Notes from NYCML and CHANEL’s Synthetic Media Challenge

Over the Spring semester, I participated in the NYC Media Lab’s Synthetic Media challenge, in collaboration with CHANEL. This challenge brought together teams of faculty and students from a variety of schools in New York to explore how new technologies such as GANs can reimagine the future of storytelling, and unlock new ways to develop, refine, and perhaps redefine the user experience.”  Here is an excerpt from the lab’s description.

“AI, machine learning, computer vision, and other emerging technologies are changing how media is produced, distributed, and consumed. Within this ever-evolving landscape of new media, the intersection of AI and art, and more specifically storytelling, is an exciting area of innovation and creativity.”

Five teams explored a variety of ways in which emerging tools can be used to push the bounds of non-linear, interactive forms of storytelling; and how these new mediums connect with audiences and open up new forms of creative expression.

My team included me and Shirin Anlen, and together we built an AR face filter designed for video calls on Desktop.

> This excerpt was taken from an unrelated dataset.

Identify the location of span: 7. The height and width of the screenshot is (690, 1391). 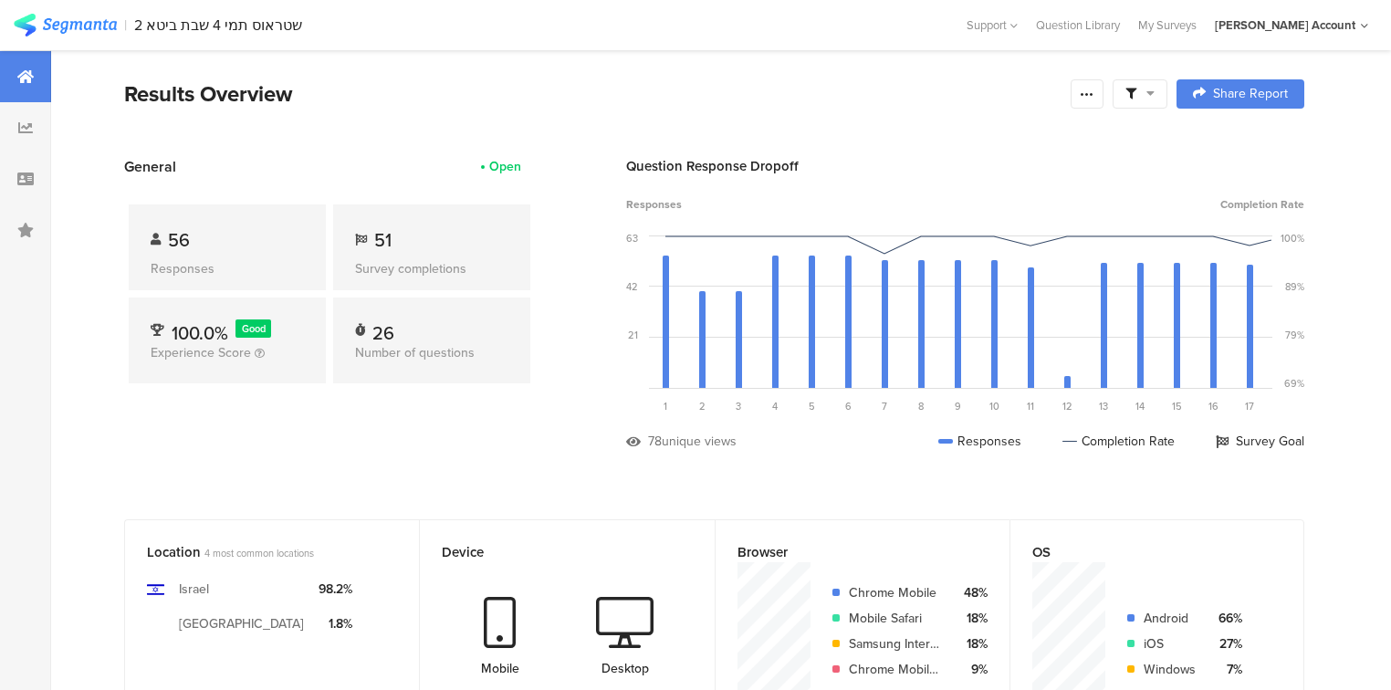
(884, 406).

We wrote code to measure the distance between the user’s lips and determine whether the user is speaking. The filter transforms the user’s appearance based on their level of participation. If they start speaking, the flora slowly disappears. The color of the flora also changes based on the user’s timezone, making the effect look slightly different for each person.  

In recent years, the ability to create AR effects and distribute them has opened up for content creators on several social media platforms such as Facebook, Instagram, and Snapchat. Creations so far vary in their structural and intellectual complexity – ranging from simple visual puns to more elaborate branching narratives like the work of David O’reilly. Some news organizations have also devoted some efforts to experimentation in these platforms, for example, the New York Times’ AR filters created for Instagram (accessible through NYT Instagram page) and the project Homeless Realities created by the Journalism team at USC Annenberg which used Snapchat to tell stories of the Homeless in Los Angeles. 

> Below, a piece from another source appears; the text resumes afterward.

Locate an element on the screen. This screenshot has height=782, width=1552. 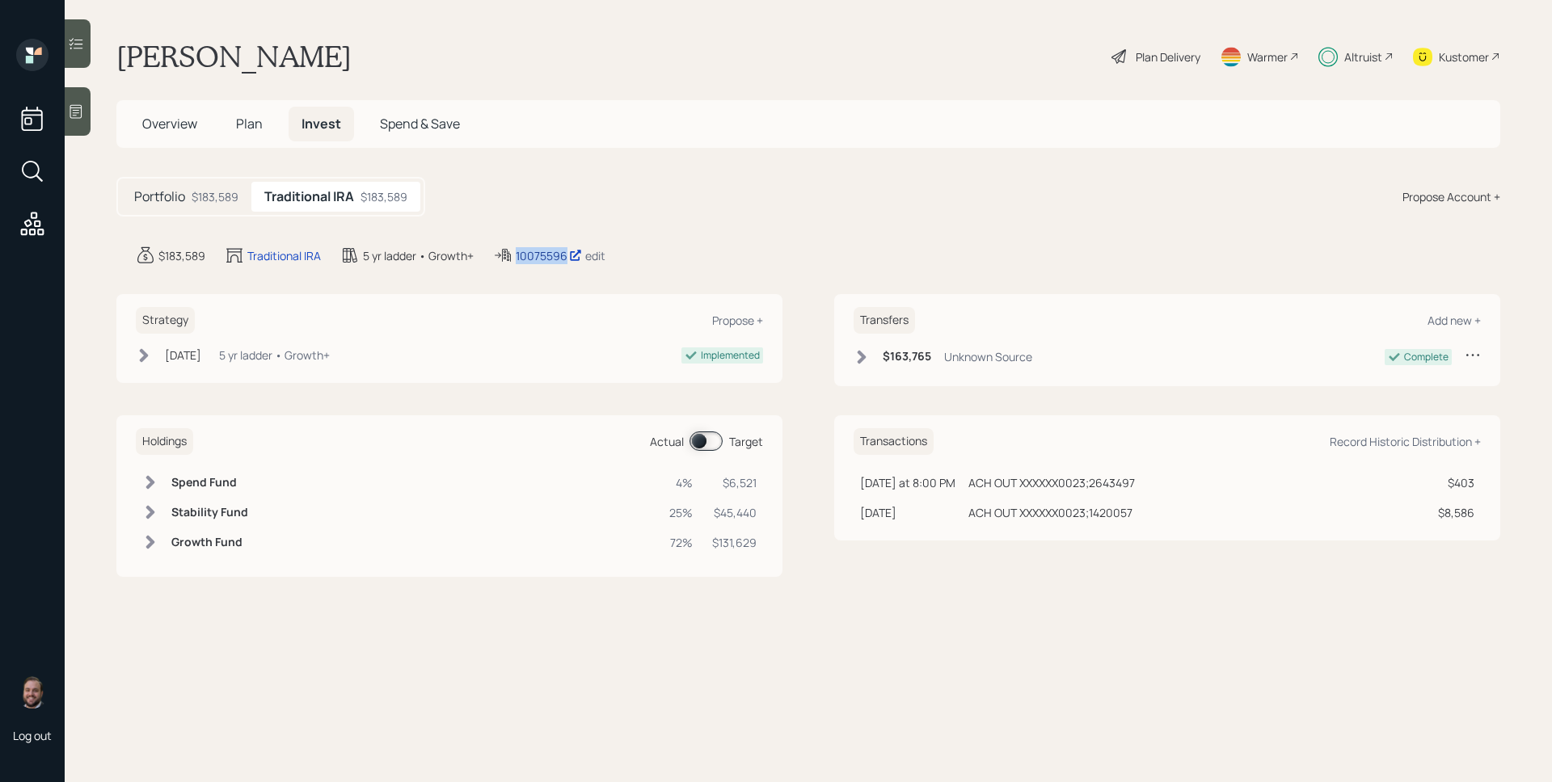
h6: Strategy is located at coordinates (165, 320).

For our project this spring, we worked with Snap’s Lens Studio to create a camera effect accessible through Snap Camera. The continuously growing capabilities of the Lens Studio software can open up endless possibilities for augmenting our daily interactions on video calls. In the future, I’d be interested in employing the software’s skeletal tracking as well as the ability to use your own ML model for style transfer, classification or generative imaging.

The lens works as followed: once a face is detected, the code starts measuring the distance between the user’s lips to detect speech. If the participant is silent for 30 seconds, leaves start growing on their heads. As long as the user is not speaking, ​the counting continues, flowers grow, pistils appear on eyelashes and cheeks are retouched with green blush. A big flower then appears on one of the eyes and if the participant remains silent, the growth continues until eventually a solid background takes over and only your eyes are visible through. The duration of a complete cycle from start to finish is 5 minutes. At any point, if the participant is speaking, the counting goes backwards and the growth is reversed.

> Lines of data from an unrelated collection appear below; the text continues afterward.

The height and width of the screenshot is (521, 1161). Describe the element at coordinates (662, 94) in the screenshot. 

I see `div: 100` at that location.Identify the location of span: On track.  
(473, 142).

With this prototype we sought to experiment with a few ideas:

  • AR in multi-participant zoom call
    Augmented Reality filters are not always considered the most appropriate during work calls, and can even lead to viral level mishaps, like the case of the Zoom cat Lawyer. How can AR be used in the space of the multi-participant Zoom call? We chose to make one speculation that actually highlights participation or lack thereof and playfully brings to attention more introverted personalities.
  • A different approach to time in AR effects
    How can we create AR content that is meant to “live” with the user for longer periods of time? Most AR effects are designed to provide an immediate impression, and our question was – what if you could wear a mask that grows and changes throughout the day and responds to your behavior?
  • Real-world data in virtual space
    With the pandemic, we are on video calls more than ever before crossing borders and time zones. How can we “bring the outside in” and give presence to a participant’s geographic location and time of day in the virtual space?   

The decision to work with flora for the design of this effect was influenced by CHANEL’s history, especially the symbol of the Camellia and the way it varies throughout the globe. The decision to track speech, in combination with the flora – led to the metaphor of the Wallflower.


Other teams in the lab cohort worked on the following projects:

 

Team Cloud Theory aimed to answer the question “Can machines play like we do?” First, the AI describes the shapes it sees in the clouds in the sky (much like we did as children). Then the machine narrator— a GPT-2 trained model —spins a tale based on those shapes. 

“Feed” by IMUU is a web XR experience that explores the notion of the self and the fragmented existence of bodies within the context of surveillance capitalism. The team used machine-generated images in the game’s environment and character design.

Team Bigotis Fabra created an iterative tool for machine-generated imagery. The project employs a new model called “Clip”, a pipeline that extracts information from both text and image data to generate a similarity score. The tool also enables uploading an image to condition the generated image. For example, you could upload an image of a logo and the generated content would echo the logo shape in some form.

The team GANgang had developed a white paper and a workflow for using machine-generated visuals in a way that overcomes the current imprecise visual quality of GAN outputs. In this case, they used style transfer on live-action footage and ran it through several experimental tools such as Depth Aware Convolutional Network and motion estimation with Optical Flow.